'Pools of Blood' Outside Pakistani Courthouse

Suicide bomber strikes in Lahore, killing at least 22, mostly police officers.

ByABC News
February 9, 2009, 2:01 PM

ISLAMABAD, Pakistan, Jan. 10, 2008 — -- The scene, one policeman said, looked straight out of hell.

Bodies burned in pools of blood after a suicide bomber blew himself up outside of the high court in Lahore, Pakistan, killing at least 22 people this afternoon, officials told ABC News. All but two of those killed were police. More than 70 were wounded and a dozen are listed in critical condition.

The bombing is just the latest attack on Pakistan's institutions the police, the army, and the politicians and comes five weeks before elections that analysts describe as make-or-break for a country considering democracy but also on the verge of disorder.

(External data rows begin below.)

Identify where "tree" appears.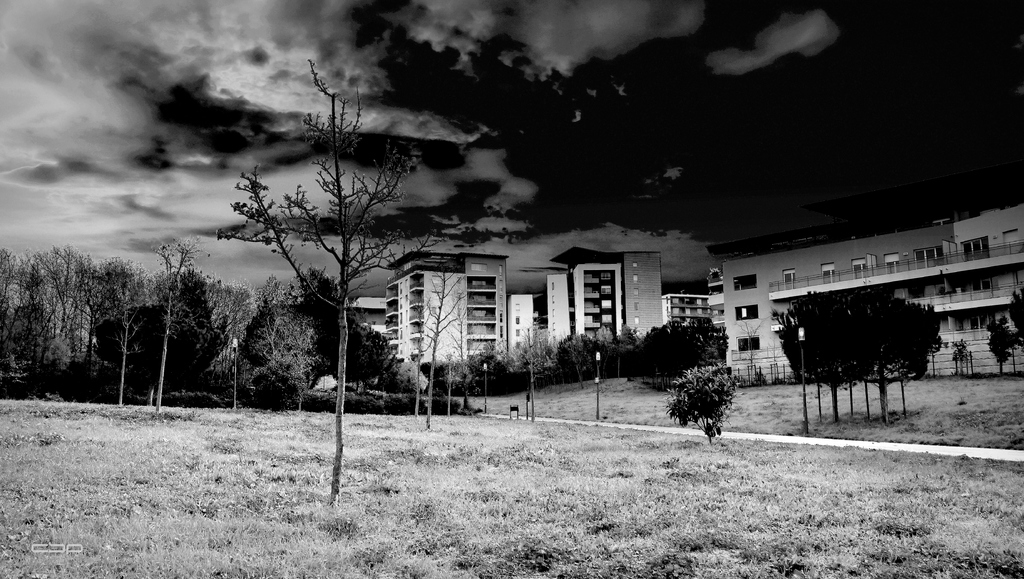
Appears at 409, 273, 474, 436.
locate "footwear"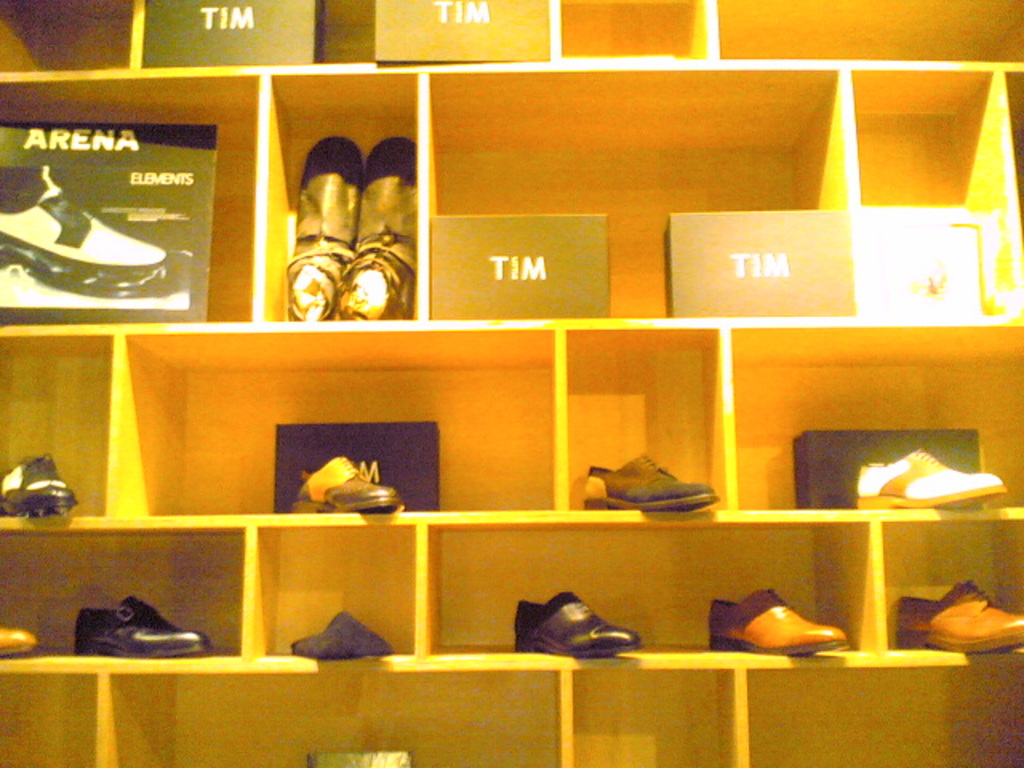
region(0, 619, 38, 659)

"There were about 60 to 70 policemen on duty when a man rammed into our ranks and soon there was a huge explosion," Officer Syed Imtiaz Hussain, who was hurt in his legs and groin, told The Associated Press.

"I saw the bodies of other policemen burning."

The bomb, which experts say contained as many as 30 pounds of explosives, sent shrapnel as far as 450 feet away, causing tear gas shells carried by the police to explode, witnesses told ABC News. The gas temporarily prevented aid workers from getting close to victims.

"We heard a blast, we came out and, at the gate on the left hand side, we saw a police contingent in a pool of blood," a witness told the AP television network. "I saw a clerk of a lawyer who was also in a pool of blood."

"Police were a target," Malik Mohammed Iqbal, the chief of police in Lahore, told ABC News. "It came as a surprise. We had taken all humanly possible measures to avoid any such incident."

In response to the bombing, Iqbal said, security in Lahore "has been enhanced. It was already enhanced and now we are making full-proof security arrangements."

The attack's toll could have been much higher. It took place just moments before a group of lawyers were about to begin an anti-government march at the sight of the bombing. One attorney told Pakistan's Dawn TV that the only reason they hadn't left the courthouse to begin the march when the bomb exploded was because the weather was so cold.